Digital Detection Web for On-Campus Insects
The Digital Detection Web project will deploy insect monitoring devices (involving high-resolution optics, machine learning, and the Internet of Things) to understand how changes in insect population indicate changes in local biodiversity and ecosystem services.
Project team
Dr. Juli Carrillo, Assistant Professor, Applied Biology Faculty of Land & Food Systems
Clare Cullen, Operations Director, Centre for Sustainable Food Systems, UBC Farm
Dr. Quentin Geissmann, Postdoctoral Research Fellow, Microbiology & Immunology
Dr. Pierre Girod, Postdoctoral Research Fellow, Land & Food Systems
Insects, tiny and ubiquitous, are good indicators of global change in biodiversity and ecosystem services. Recent evidence suggests that some important insect groups may be declining while others proliferate. The consequences of such shifts are already being felt in global food supplies, as outbreaks of pests or shortages of pollinators compound issues of land use, habitat loss, and climate change.
While agriculture is globally transitioning towards ‘precision’ through automation and digitalization to monitor plant health (e.g., using remote sensing, drone surveillance and Artificial Intelligence), this type of monitoring for insects is still in its infancy. Entomologists typically capture insects using traps before manually counting and identifying specimens, which is extremely time-consuming and somewhat subjective. There is an urgent need to revolutionize biological monitoring of insects so that it occurs when and where species are active.
Innovative tools like the Sticky Pi, a high-frequency smart trap, provide a novel approach to monitoring insect circadian behaviors in real-time, offering unprecedented temporal resolution through image captures every 20 minutes1. Through aggregation of large amounts of spatiotemporal data, the Digital Detection Web project will enable UBC to monitor insects in real-time, on a scale never done before. Importantly, it will allow researchers to compare insect activity in natural habitats, urban campus landscapes, and the agricultural setting of UBC Farm. Additionally, UBC will serve as an early alert system for the monitoring of insects pests in the broader region.
UBC community members will be given the opportunity to get involved, by using tools and resources to monitor insects and then providing feedback on the project. This will contribute to create stronger connections between the community and the land.
This Campus as a Living Lab project allows researchers to create baseline data for the UBC Vancouver campus on insect biodiversity to monitor changes over time and improve future land management decisions. It pilots new uses of technologies and data collection processes that can be applied to research in other environments and ecosystems. And through this real-time data, UBC will serve as an early detection system for monitoring pest insects, information that will be communicated through maps and alerts to farmers and agricultural stakeholders across British Columbia and Canada.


Search the listing for "with" and copy every line where it appears.

RECORDED INFORMATION –
╭──

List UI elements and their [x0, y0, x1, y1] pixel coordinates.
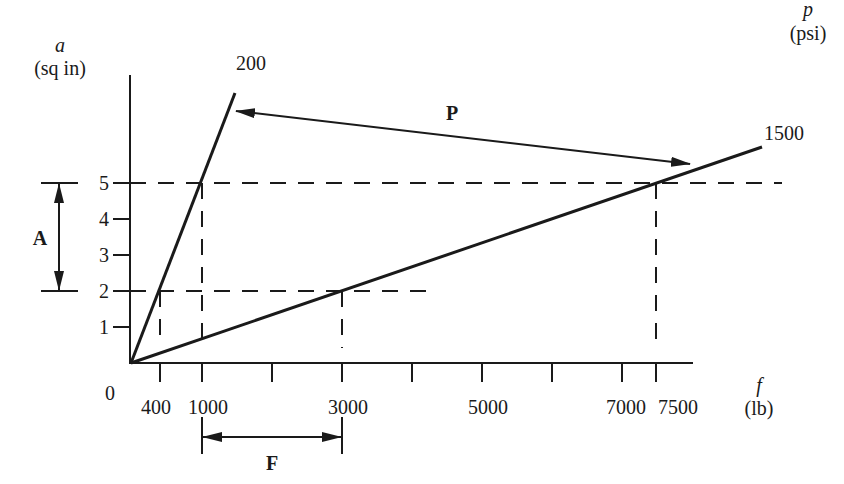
svg-text:2: 2 — [99, 280, 109, 302]
line-200-label: 200 — [236, 52, 266, 74]
arrow-P — [236, 111, 690, 164]
svg-text:1: 1 — [99, 316, 109, 338]
svg-text:5000: 5000 — [468, 396, 508, 418]
line-1500psi — [131, 147, 762, 363]
x-ticks — [160, 363, 656, 382]
diagram-canvas: a (sq in) p (psi) 200 1500 P A F 1 2 3 4… — [0, 0, 844, 484]
y-ticks — [113, 183, 130, 327]
x-tick-labels: 400 1000 3000 5000 7000 7500 — [141, 396, 698, 418]
line-200psi — [131, 93, 235, 363]
svg-text:7500: 7500 — [658, 396, 698, 418]
y-axis-unit: (sq in) — [34, 57, 86, 80]
arrow-A-label: A — [33, 227, 48, 249]
svg-text:3: 3 — [99, 244, 109, 266]
arrow-F-label: F — [266, 452, 278, 474]
arrow-F-group — [202, 417, 342, 454]
dashed-guides — [130, 183, 782, 348]
axes — [129, 75, 693, 364]
x-axis-variable: f — [756, 374, 764, 397]
svg-text:5: 5 — [99, 172, 109, 194]
line-1500-label: 1500 — [764, 122, 804, 144]
x-axis-unit: (lb) — [745, 397, 774, 420]
origin-label: 0 — [105, 382, 115, 404]
right-axis-unit: (psi) — [790, 22, 827, 45]
pressure-lines — [131, 93, 762, 363]
svg-text:7000: 7000 — [606, 396, 646, 418]
svg-text:4: 4 — [99, 208, 109, 230]
svg-text:400: 400 — [141, 396, 171, 418]
y-axis-variable: a — [55, 34, 65, 56]
svg-text:3000: 3000 — [328, 396, 368, 418]
right-axis-variable: p — [801, 0, 813, 21]
arrow-P-label: P — [446, 102, 458, 124]
y-tick-labels: 1 2 3 4 5 — [99, 172, 109, 338]
svg-text:1000: 1000 — [188, 396, 228, 418]
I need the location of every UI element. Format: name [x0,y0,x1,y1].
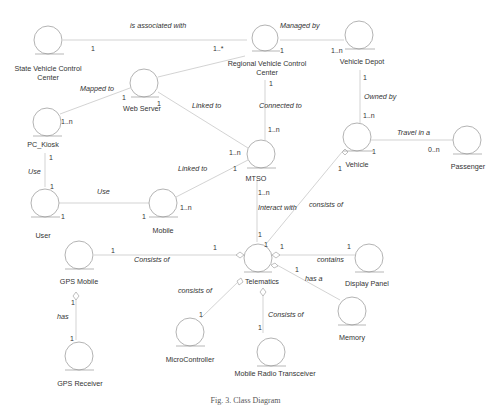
relation-label: is associated with [130,21,186,30]
relation-label: consists of [309,200,344,209]
multiplicity: 1 [372,148,376,155]
relation-label: has a [305,274,323,283]
relation-label: Travel in a [397,128,430,137]
class-label: MicroController [166,355,215,364]
line-vehicle-telematics [266,152,342,244]
class-circle-web-server[interactable] [130,69,158,97]
class-label: Center [256,68,278,77]
multiplicity: 0..n [428,146,440,153]
relation-label: Managed by [280,21,320,30]
class-circle-gps-receiver[interactable] [65,342,93,370]
multiplicity: 1 [142,213,146,220]
multiplicity: 1 [347,243,351,250]
class-labels: State Vehicle Control Center Regional Ve… [14,57,485,388]
relation-label: contains [317,255,344,264]
class-label: Mobile Radio Transceiver [234,369,316,378]
relation-label: Consists of [268,310,305,319]
class-label: Passenger [451,162,486,171]
multiplicity: 1 [71,299,75,306]
baseline-bars [31,49,482,370]
multiplicity: 1 [49,154,53,161]
multiplicity: 1 [338,165,342,172]
class-circle-microcontroller[interactable] [176,318,204,346]
multiplicity: 1..n [268,126,280,133]
multiplicity: 1..n [363,112,375,119]
multiplicity: 1 [199,311,203,318]
class-circle-display-panel[interactable] [355,244,383,272]
class-circle-depot[interactable] [345,21,373,49]
class-circle-vehicle[interactable] [343,123,371,151]
class-circle-mobile[interactable] [149,189,177,217]
class-label: Telematics [245,277,279,286]
multiplicity: 1..n [331,47,343,54]
class-label: Vehicle Depot [340,57,384,66]
relation-label: has [57,312,69,321]
class-circle-gps-mobile[interactable] [65,241,93,269]
class-circle-memory[interactable] [338,297,366,325]
relation-label: Use [97,187,110,196]
multiplicity: 1..n [61,118,73,125]
relation-label: Owned by [364,92,397,101]
multiplicity: 1 [258,231,262,238]
class-circle-mtso[interactable] [247,140,275,168]
class-label: MTSO [246,174,267,183]
relation-label: Consists of [134,255,171,264]
multiplicity: 1 [111,247,115,254]
multiplicity: 1..n [229,149,241,156]
class-label: GPS Receiver [57,379,103,388]
multiplicity: 1 [269,80,273,87]
class-circle-telematics[interactable] [244,244,272,272]
class-label: Memory [339,333,365,342]
class-label: GPS Mobile [60,277,98,286]
class-circle-passenger[interactable] [453,126,481,154]
multiplicity: 1 [50,183,54,190]
class-label: PC_Kiosk [27,140,59,149]
relation-label: Linked to [178,164,207,173]
diamond-icon [260,288,266,296]
class-circle-pc-kiosk[interactable] [33,108,61,136]
relation-label: consists of [178,286,213,295]
relation-label: Connected to [259,101,302,110]
diamond-icon [271,263,278,268]
class-circle-radio-transceiver[interactable] [257,338,285,366]
class-circle-user[interactable] [31,189,59,217]
class-circle-rvcc[interactable] [252,25,278,51]
class-label: Center [37,73,59,82]
multiplicity: 1 [258,324,262,331]
multiplicity: 1 [91,45,95,52]
relation-label: Interact with [258,203,297,212]
class-label: Web Server [123,104,161,113]
multiplicity: 1 [233,165,237,172]
class-circle-svcc[interactable] [34,26,62,54]
multiplicity: 1 [122,94,126,101]
multiplicity: 1 [61,213,65,220]
multiplicity: 1..* [213,45,224,52]
diamond-icon [236,252,244,258]
class-label: Regional Vehicle Control [228,59,307,68]
relation-label: Use [28,167,41,176]
multiplicity: 1 [213,244,217,251]
relation-label: Linked to [192,101,221,110]
multiplicity: 1..n [180,204,192,211]
multiplicity: 1 [363,74,367,81]
class-label: Display Panel [345,279,389,288]
class-label: Mobile [152,226,173,235]
multiplicity: 1 [280,47,284,54]
multiplicity: 1..n [258,189,270,196]
multiplicity: 1 [70,335,74,342]
figure-caption: Fig. 3. Class Diagram [0,396,491,405]
class-label: User [35,231,51,240]
multiplicity: 1 [295,266,299,273]
relation-label: Mapped to [80,84,114,93]
multiplicity: 1 [157,100,161,107]
diamond-icon [237,278,243,285]
multiplicity: 1 [264,241,268,248]
multiplicity: 1 [280,243,284,250]
class-label: Vehicle [345,160,368,169]
class-label: State Vehicle Control [14,64,82,73]
diamond-icon [272,252,280,258]
diamond-icon [342,149,348,155]
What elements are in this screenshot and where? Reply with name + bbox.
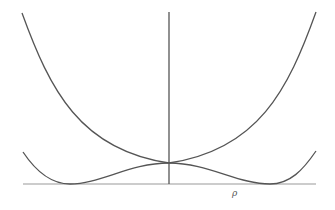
potential-diagram	[0, 0, 335, 210]
rho-axis-label: ρ	[232, 188, 237, 198]
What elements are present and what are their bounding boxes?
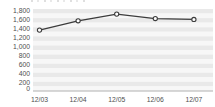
data-point-marker xyxy=(37,28,41,32)
grid-band xyxy=(33,45,213,50)
grid-band xyxy=(33,86,213,91)
grid-band xyxy=(33,73,213,78)
data-point-marker xyxy=(153,16,157,20)
y-tick-label: 1,800 xyxy=(13,7,30,14)
grid-band xyxy=(33,64,213,69)
grid-band xyxy=(33,68,213,73)
y-tick-label: 400 xyxy=(19,70,31,77)
data-point-marker xyxy=(192,17,196,21)
data-point-marker xyxy=(76,19,80,23)
y-tick-label: 0 xyxy=(26,85,30,92)
grid-band xyxy=(33,41,213,46)
x-tick-label: 12/03 xyxy=(31,96,48,103)
x-tick-label: 12/05 xyxy=(108,96,125,103)
grid-band xyxy=(33,59,213,64)
grid-band xyxy=(33,32,213,37)
x-tick-label: 12/06 xyxy=(147,96,164,103)
y-tick-label: 1,000 xyxy=(13,43,30,50)
grid-band xyxy=(33,55,213,60)
chart-canvas: 1,8001,6001,4001,2001,000800600400200012… xyxy=(0,0,215,107)
x-tick-label: 12/07 xyxy=(185,96,202,103)
grid-band xyxy=(33,50,213,55)
grid-band xyxy=(33,77,213,82)
cropped-title-remnant xyxy=(31,0,89,2)
grid-band xyxy=(33,27,213,32)
line-chart: 1,8001,6001,4001,2001,000800600400200012… xyxy=(0,0,215,107)
y-tick-label: 1,400 xyxy=(13,25,30,32)
grid-band xyxy=(33,82,213,87)
y-tick-label: 800 xyxy=(19,52,31,59)
y-tick-label: 1,200 xyxy=(13,34,30,41)
x-tick-label: 12/04 xyxy=(70,96,87,103)
y-tick-label: 1,600 xyxy=(13,16,30,23)
grid-band xyxy=(33,36,213,41)
grid-band xyxy=(33,9,213,14)
data-point-marker xyxy=(115,12,119,16)
y-tick-label: 600 xyxy=(19,61,31,68)
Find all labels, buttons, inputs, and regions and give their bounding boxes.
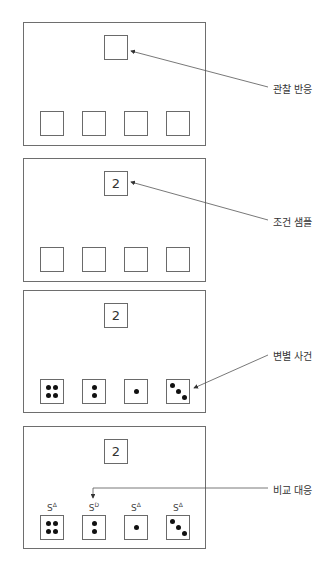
callout-comparison-match: 비교 대응 — [273, 482, 312, 497]
arrow-comparison-match — [93, 488, 268, 498]
arrow-observing-response — [131, 51, 268, 87]
arrow-discriminative-event — [194, 355, 268, 388]
arrow-conditional-sample — [131, 182, 268, 220]
callout-conditional-sample: 조건 샘플 — [273, 214, 312, 229]
callout-discriminative-event: 변별 사건 — [273, 348, 312, 363]
callout-observing-response: 관찰 반응 — [273, 81, 312, 96]
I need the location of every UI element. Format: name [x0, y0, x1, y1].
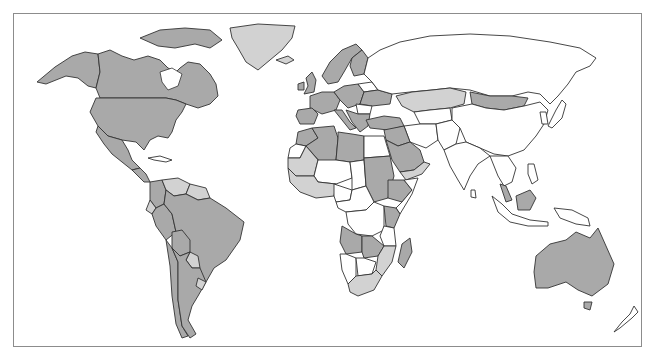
region-southeast-asia [490, 156, 516, 186]
region-australia [534, 228, 614, 296]
region-ireland [298, 82, 304, 90]
region-new-zealand [614, 306, 638, 332]
world-map [0, 0, 655, 361]
region-tasmania [584, 302, 592, 310]
region-borneo-malaysia [516, 190, 536, 210]
region-alaska [37, 52, 100, 88]
region-tanzania [380, 226, 396, 246]
region-sri-lanka [471, 190, 476, 198]
region-canada-arctic [140, 28, 222, 48]
region-libya [336, 132, 364, 162]
region-romania [356, 104, 372, 114]
region-papua [554, 208, 590, 226]
region-madagascar [398, 238, 412, 268]
region-mali-niger [314, 160, 352, 184]
region-malaysia [500, 184, 512, 202]
region-cuba [148, 156, 172, 162]
region-iceland [276, 56, 294, 64]
region-uk [304, 72, 316, 94]
region-central-america [132, 168, 150, 182]
region-japan [548, 100, 566, 128]
region-philippines [528, 164, 538, 184]
region-nigeria [334, 184, 352, 202]
region-iberia [296, 108, 318, 124]
region-chad [350, 160, 366, 190]
region-russia [364, 34, 596, 104]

╰──

FINISHED TASK –
relation-label: is associated with [130,21,186,30]
relation-label: Interact with [258,203,297,212]
What elements are in this screenshot and where? Reply with name + bbox.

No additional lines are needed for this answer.